I was lying on my couch watching The Darjeeling Limited, a movie whose virtues only include the extensive use of the color yellow, when London padded in in a padded Hulk costume. His face was as long as his hair, which brushed the top of his green shoulder pads. I paused the film.
“What’s wrong, Hulk? Thor got you down?” I asked, referring to a particularly confusing and homoerotic film he had watched called “Return of the Hulk“. It starred Bill Bixby as Dr. Banner, Lou Ferrigno as the gamma ray-infested monster and some beer swilling, leather pants-wearing Fabio lookalike as Thor.
“Dad, it’s not funny.”
“What is it, then?”
“Well, I want to play with Poppy and be a pet but she says that her doll doesn’t have any pets and I told her that I could be a talking pet but she said that there were no pets in her game at all; even if I wasn’t her pet, I couldn’t be a pet. Get it?”
“Um, sure.”
His eyes drooped and tears crawled down his little unpainted face. Sigh. “It’s so hard when you want to be a pet.”
London’s pain was in a legitimate category for a heartbroken younger brother but I couldn’t help but think that his line would have made a great opening for a ballad. Sort of a cross between Iggy Pop’s gyrational “I Wanna Be Your Dog” and the hip hop-infused, academy award-winning “It’s Hard Out Here for a Pimp” from the film Hustle and Flow. Wouldn’t it be great if, like the long ago cancelled TV show Cop Rock, London and I could burst into song, wiping away any trace of sadness in that heart buried under foam and green fabric and allowing me to escape the mundane negotiations I was about to begin with his older sister
Sadly, we don’t live on the big screen or in the small so I took London by the hand and walked to Poppy’s room which surprisingly looked like a television studio for creatures the size of a bottle of Pepsi. Mini-chairs and couches faced each other with tiny afghans and ottomans in the spaces between.
“Poppy,” I said calmly, “London really wants to play with you.”
Her words came out like bullets from a Gatling gun: “I know he does Dad and I told him he could but in this game there are no pets. I’m sorry. He always wants his people to be Pokemon or superheroes or talking pets and sometimes we play games that have talking pets but today I started the game and those are the rules if he wants to join.” She shrugged and went back to braiding miniscule strands of hair.
“I don’t have a boy doll that I like,” London said, “and I really want to be a pet, Dad. Is that so wrong?”
“Is that so wrong?” I repeated to Poppy, trying not to hum a little tune behind such a catchy question.
“I know you just want me to give in, but is that a good example? Do you want him to grow up and think that the world will just do what he wants all the time? I’m sorry but I just don’t think that’s a good idea.”
Even though she sounded a bit too much like Janet Reno, Poppy had a point. We often do ask her to give in because London is only six and we hate to see superheroes weep. On the other hand, there’s something sweet about a boy with padded biceps dying to play with his older sister. If this was a musical, I thought, I could step away from the dispute (now frozen) and into the spotlight and belt out “What’s a Dad to Do?” a heartbreaking anthem about the conundrums faced by fathers in this most thoroughly modern age. Now, wouldn’t that be loverly?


**Work request**
Reproduce all entries below verbatim. Skip the pictures.

Dataset records
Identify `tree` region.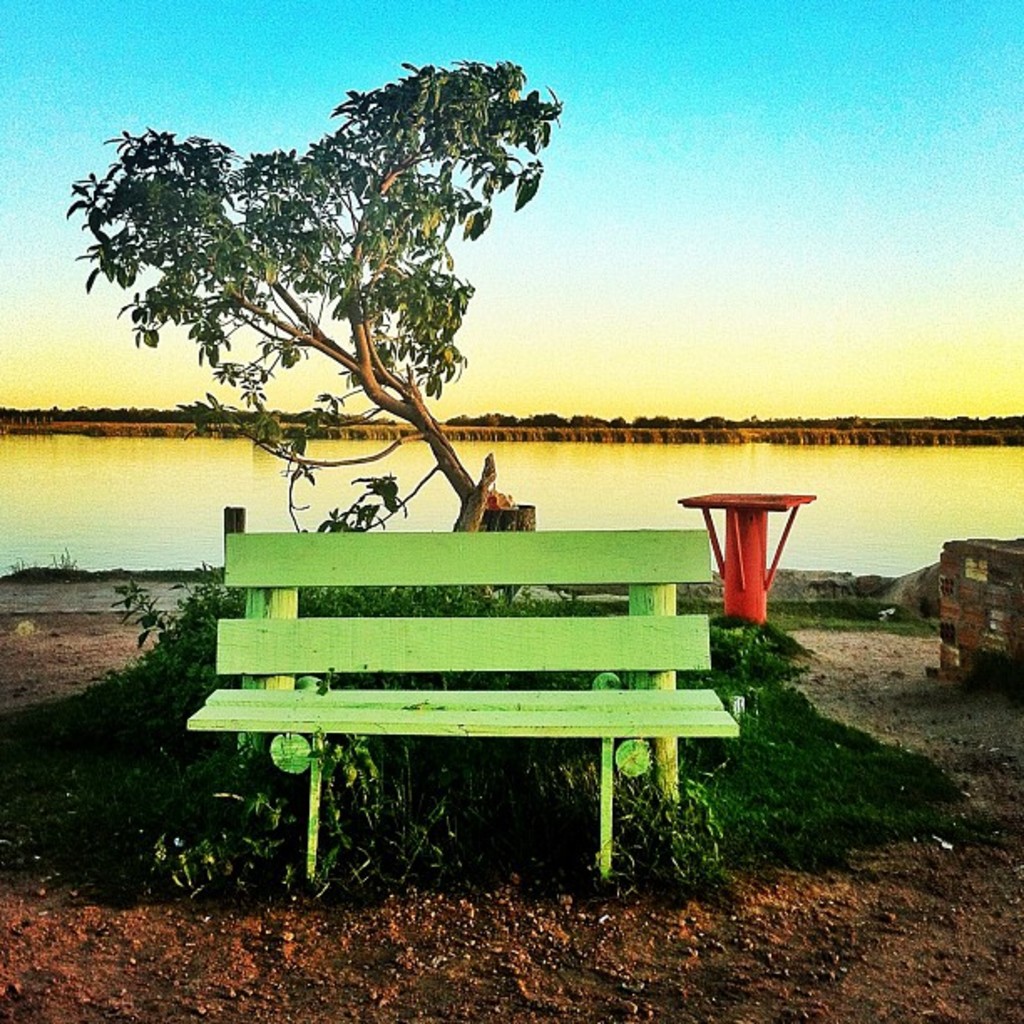
Region: Rect(67, 30, 582, 520).
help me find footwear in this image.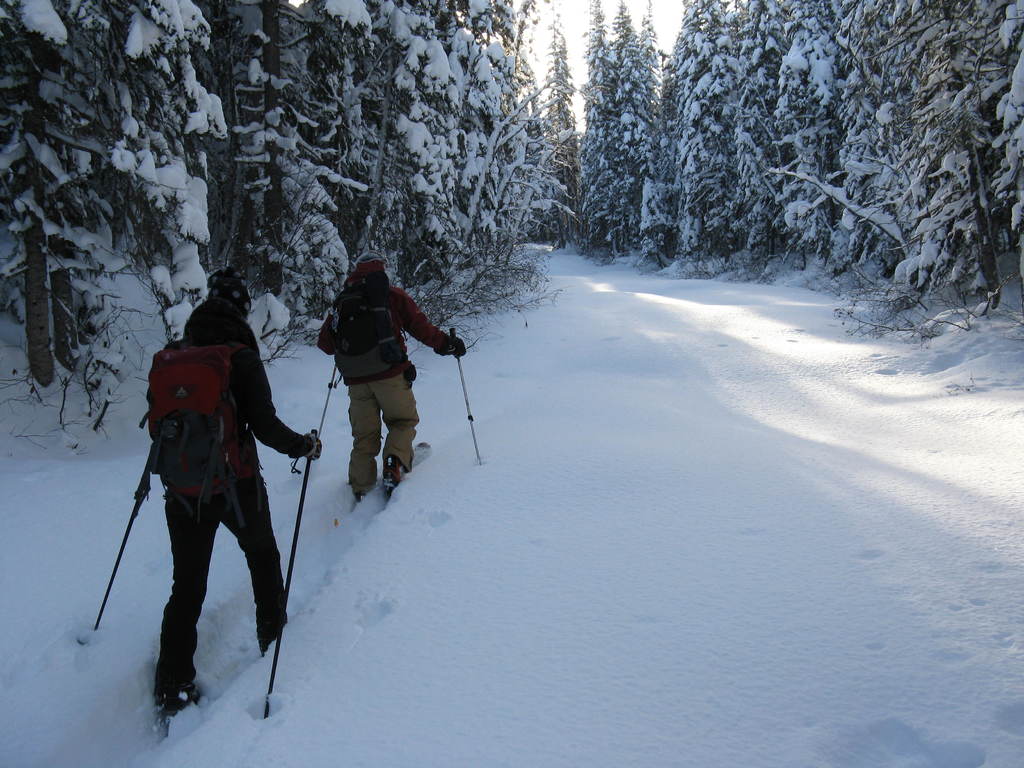
Found it: [x1=260, y1=602, x2=286, y2=655].
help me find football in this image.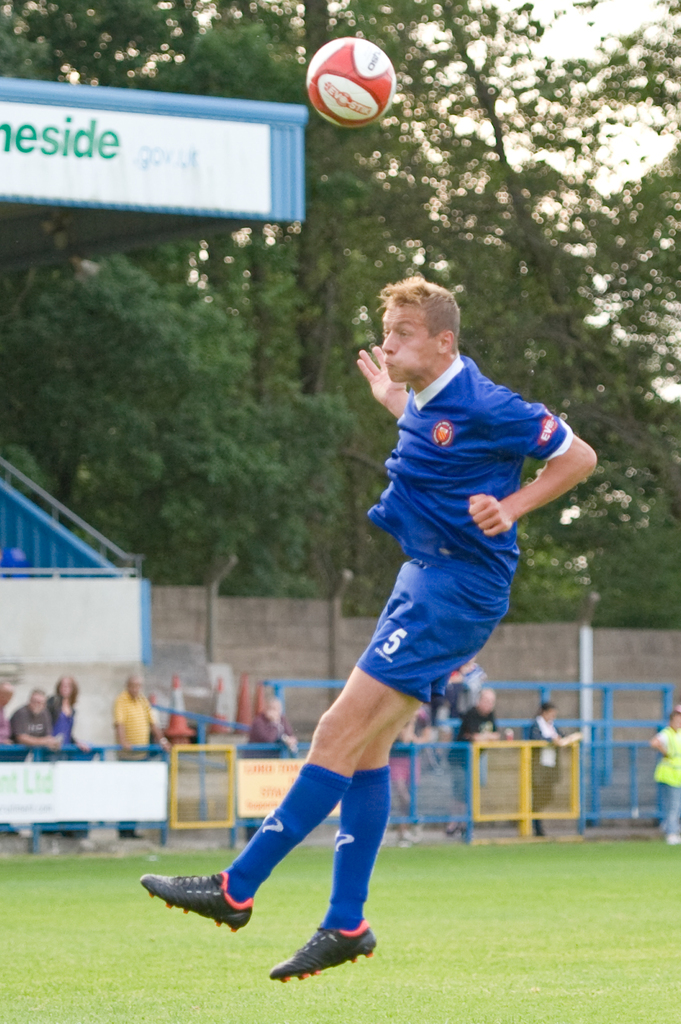
Found it: box=[302, 31, 396, 125].
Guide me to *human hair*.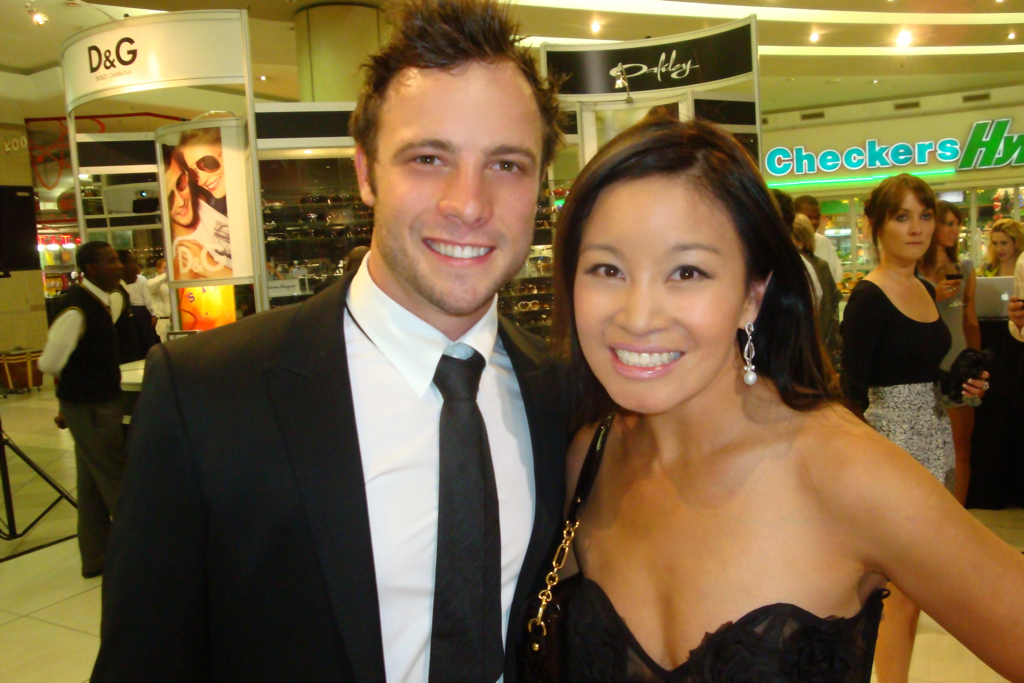
Guidance: {"x1": 796, "y1": 210, "x2": 819, "y2": 256}.
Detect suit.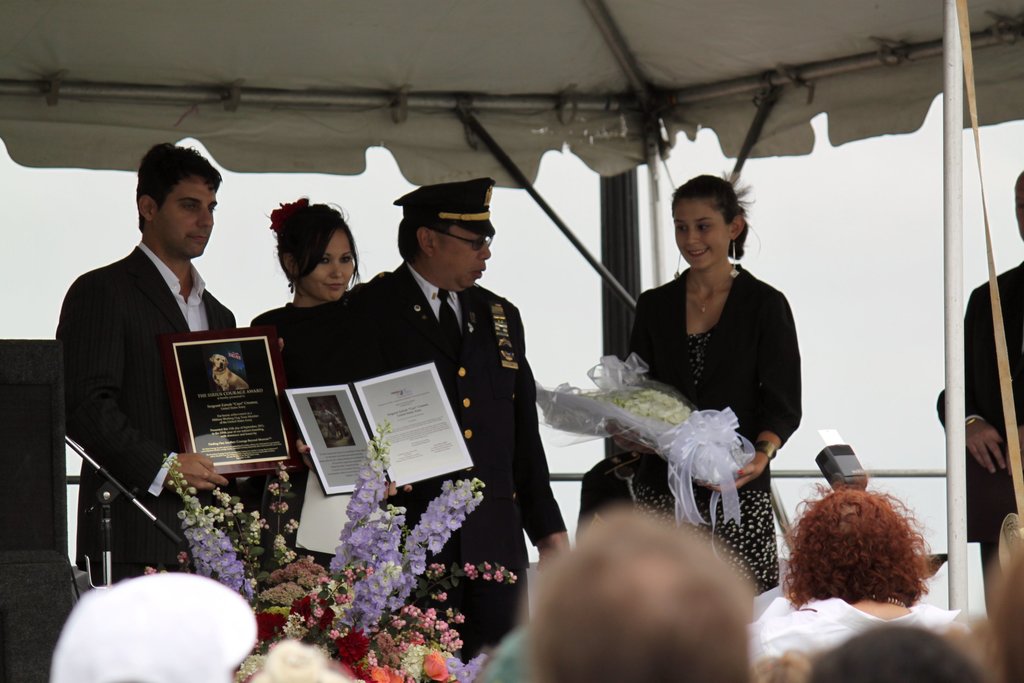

**Exercise solution**
Identify `tree` region.
Region: Rect(67, 30, 582, 520).
help me find footwear in this image.
Found it: [x1=260, y1=602, x2=286, y2=655].
help me find football in this image.
Found it: box=[302, 31, 396, 125].
Guide me to *human hair*.
Guidance: {"x1": 796, "y1": 210, "x2": 819, "y2": 256}.
Detect suit.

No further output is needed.